All of this art fares well in a room with unobtrusive sage green curtains, colorful carpeting and newly installed banquettes. The clear glass windows wrapping the raised open kitchen--resembling an air traffic control tower--have been replaced with ribbed, sandblasted panels, subduing the severe visual thrust of this culinary cockpit. McMillan says the new glass reminds him of the check-in window in a dentist's office.

But instead of ruinously expensive bridges and crowns, McMillan installs ruinously expensive nibbles and grub. The cheapest appetizer is 12 bucks, while the most expensive (Beluga caviar and whole roasted foie gras for up to eight) are more than $100. Entrées range from $32 for roasted chicken to $45 for a wild Texas antelope chop. (McMillan says his food costs on the latter breach 50 percent.)

This is a special-occasion restaurant by almost any measure. And the food is, for the most part, flawless--as should be expected at these prices.

It starts with a complimentary appetizer in regalia: a tiny dollop of crab salad in a large silver spoon with a handle curved back on itself so that it can be perched on a plate. The components were refreshing, if a little fishy.

But entrants on the paid appetizer roster shined brightly.

Two coated and fried lobster claws served as meat parcels on the plate, which was crowded with four sauces that melded seamlessly. These included a gently brisk truffle vinaigrette splashed on an accompanying patch of scallion herb salad, dots of pink ginger aioli, oozing green swirls of coriander oil and splashes of sweet chili sauce. Coated with a delicately brittle chestnut flour layer that successfully dodged chalky, gummy consistencies, the claw meat was sweet and firmly fibrous. Callously dragging pieces of it through this congestion of fluids detracted from the meat in no discernable way--such was the thought that went into this heap.

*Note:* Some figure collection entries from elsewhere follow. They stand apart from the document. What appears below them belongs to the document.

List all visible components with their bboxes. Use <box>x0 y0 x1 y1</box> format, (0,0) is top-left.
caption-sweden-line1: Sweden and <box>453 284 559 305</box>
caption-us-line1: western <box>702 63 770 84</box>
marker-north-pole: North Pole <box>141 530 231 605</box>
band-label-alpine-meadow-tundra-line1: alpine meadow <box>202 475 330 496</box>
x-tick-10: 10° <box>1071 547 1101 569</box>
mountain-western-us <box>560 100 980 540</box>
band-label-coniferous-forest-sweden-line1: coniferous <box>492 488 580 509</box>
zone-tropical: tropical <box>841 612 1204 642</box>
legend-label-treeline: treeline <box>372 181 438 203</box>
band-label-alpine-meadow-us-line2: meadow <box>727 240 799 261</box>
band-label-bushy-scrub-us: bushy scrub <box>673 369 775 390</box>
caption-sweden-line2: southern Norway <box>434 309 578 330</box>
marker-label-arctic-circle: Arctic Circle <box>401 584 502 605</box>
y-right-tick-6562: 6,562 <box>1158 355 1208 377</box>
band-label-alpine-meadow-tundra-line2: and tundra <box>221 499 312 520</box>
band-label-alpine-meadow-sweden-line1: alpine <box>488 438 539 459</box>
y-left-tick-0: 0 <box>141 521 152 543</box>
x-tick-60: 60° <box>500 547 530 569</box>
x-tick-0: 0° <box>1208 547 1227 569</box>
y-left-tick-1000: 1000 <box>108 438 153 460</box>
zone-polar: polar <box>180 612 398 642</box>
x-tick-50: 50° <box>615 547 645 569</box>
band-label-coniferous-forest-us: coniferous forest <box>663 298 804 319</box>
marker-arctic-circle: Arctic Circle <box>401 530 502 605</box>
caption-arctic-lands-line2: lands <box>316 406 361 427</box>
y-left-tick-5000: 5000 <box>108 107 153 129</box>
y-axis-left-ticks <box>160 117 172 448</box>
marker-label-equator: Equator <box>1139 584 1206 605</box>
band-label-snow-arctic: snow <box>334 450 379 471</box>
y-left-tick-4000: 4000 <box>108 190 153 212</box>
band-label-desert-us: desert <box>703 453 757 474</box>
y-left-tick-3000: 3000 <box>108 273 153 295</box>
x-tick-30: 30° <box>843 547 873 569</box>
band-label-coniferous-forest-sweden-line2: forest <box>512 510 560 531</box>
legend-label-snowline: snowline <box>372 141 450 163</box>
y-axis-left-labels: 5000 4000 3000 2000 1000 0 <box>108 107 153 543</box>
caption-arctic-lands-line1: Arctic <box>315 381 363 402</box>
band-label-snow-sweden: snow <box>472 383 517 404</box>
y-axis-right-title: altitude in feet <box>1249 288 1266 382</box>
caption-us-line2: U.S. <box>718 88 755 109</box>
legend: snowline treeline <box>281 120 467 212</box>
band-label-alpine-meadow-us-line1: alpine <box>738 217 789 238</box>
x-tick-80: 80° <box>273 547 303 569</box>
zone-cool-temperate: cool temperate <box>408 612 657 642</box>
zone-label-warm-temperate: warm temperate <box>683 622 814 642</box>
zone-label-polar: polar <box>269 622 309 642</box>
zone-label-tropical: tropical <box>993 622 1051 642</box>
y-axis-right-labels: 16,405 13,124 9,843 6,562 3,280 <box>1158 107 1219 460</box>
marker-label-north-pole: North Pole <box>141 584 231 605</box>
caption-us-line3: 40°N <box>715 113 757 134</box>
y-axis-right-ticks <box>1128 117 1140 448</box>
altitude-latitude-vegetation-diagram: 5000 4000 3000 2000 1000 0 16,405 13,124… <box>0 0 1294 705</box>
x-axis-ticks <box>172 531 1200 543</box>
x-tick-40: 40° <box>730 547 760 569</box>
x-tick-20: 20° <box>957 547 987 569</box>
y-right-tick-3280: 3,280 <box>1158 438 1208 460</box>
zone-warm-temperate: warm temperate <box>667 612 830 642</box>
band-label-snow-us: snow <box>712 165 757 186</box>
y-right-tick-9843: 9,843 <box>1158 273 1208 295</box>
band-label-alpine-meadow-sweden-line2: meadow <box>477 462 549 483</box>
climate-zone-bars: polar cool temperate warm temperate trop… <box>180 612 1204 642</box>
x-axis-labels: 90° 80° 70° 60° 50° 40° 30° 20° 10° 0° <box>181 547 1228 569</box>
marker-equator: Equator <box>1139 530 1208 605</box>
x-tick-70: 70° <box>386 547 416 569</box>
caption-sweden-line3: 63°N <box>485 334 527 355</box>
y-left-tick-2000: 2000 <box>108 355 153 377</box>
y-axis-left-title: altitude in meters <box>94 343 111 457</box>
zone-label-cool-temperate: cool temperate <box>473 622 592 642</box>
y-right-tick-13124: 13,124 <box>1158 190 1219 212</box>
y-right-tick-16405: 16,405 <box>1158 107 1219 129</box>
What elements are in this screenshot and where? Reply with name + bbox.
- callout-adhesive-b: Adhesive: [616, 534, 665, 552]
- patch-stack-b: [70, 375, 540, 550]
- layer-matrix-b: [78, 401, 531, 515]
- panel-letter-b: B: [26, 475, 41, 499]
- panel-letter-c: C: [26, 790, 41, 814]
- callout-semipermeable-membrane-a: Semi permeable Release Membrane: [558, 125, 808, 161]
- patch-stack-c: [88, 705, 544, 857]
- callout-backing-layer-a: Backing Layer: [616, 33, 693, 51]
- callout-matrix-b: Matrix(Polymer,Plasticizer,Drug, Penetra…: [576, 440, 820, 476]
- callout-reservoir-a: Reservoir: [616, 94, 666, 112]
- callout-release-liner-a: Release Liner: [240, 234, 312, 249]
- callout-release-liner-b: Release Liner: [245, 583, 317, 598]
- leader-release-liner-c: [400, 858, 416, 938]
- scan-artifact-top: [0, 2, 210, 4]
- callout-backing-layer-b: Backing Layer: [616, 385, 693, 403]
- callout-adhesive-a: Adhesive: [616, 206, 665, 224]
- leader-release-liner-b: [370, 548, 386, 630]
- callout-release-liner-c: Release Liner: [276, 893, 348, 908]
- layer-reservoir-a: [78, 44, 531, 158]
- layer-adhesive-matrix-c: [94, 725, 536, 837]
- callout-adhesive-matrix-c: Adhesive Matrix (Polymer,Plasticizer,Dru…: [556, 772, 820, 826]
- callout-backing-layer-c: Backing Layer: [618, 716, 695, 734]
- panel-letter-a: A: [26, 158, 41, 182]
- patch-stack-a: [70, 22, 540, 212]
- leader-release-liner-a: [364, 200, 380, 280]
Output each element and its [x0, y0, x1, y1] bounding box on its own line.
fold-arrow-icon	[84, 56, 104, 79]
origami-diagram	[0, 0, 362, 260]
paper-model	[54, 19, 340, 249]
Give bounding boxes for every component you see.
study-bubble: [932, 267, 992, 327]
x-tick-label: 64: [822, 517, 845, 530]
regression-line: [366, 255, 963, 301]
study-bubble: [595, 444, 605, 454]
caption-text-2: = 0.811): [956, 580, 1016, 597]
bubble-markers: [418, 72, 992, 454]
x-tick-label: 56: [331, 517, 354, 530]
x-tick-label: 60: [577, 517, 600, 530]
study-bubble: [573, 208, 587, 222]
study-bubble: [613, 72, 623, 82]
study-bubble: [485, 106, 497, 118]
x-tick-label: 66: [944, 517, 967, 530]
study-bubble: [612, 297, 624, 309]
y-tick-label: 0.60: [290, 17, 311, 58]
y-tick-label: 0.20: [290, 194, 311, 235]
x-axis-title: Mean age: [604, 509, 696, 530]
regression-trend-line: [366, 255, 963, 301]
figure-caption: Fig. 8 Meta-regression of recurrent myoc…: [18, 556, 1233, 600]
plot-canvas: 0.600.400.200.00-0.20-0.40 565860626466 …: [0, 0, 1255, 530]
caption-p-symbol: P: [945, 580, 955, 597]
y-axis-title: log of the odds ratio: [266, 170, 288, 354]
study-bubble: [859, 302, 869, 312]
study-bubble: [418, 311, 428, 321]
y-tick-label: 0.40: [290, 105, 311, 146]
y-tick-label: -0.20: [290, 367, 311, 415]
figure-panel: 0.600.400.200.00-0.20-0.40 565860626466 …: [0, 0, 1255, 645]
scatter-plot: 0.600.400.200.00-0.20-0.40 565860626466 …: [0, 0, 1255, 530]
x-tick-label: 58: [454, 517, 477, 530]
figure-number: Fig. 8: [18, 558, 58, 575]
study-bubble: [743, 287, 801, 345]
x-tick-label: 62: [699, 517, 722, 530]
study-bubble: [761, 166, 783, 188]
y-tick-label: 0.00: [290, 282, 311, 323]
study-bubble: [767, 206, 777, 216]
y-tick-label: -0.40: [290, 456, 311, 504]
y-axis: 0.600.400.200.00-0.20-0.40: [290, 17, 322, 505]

Often the best thing about dining in the fine is being flabbergasted by a particular convergence of flavors a chef has come up with. It's a marvel how some can harness a battery of assertive tastes without them clashing into, stumbling over or neutralizing each other. Grilled Texas quail is one such forum. McMillan assaults it with Armagnac poached prunes, caramelized onions, a pinot noir gastrique (a sauce fashioned of sugar, wine and game stock) and props the whole thing on a thick pumpernickel-dark slice of medjool date cake. Medjool dates are a rich, moist fruit that McMillan hauls in from California. He combines the dates with currants in a buckwheat flour medium, stuffs it into pineapple juice cans and steams the melee until it mutates into a tubelike cake. This is an avalanche of palate-blunting sweetness. Yet somehow in the mingling, these gustatory powers elegantly wrap around the juicy fresh quail without squeezing it breathless.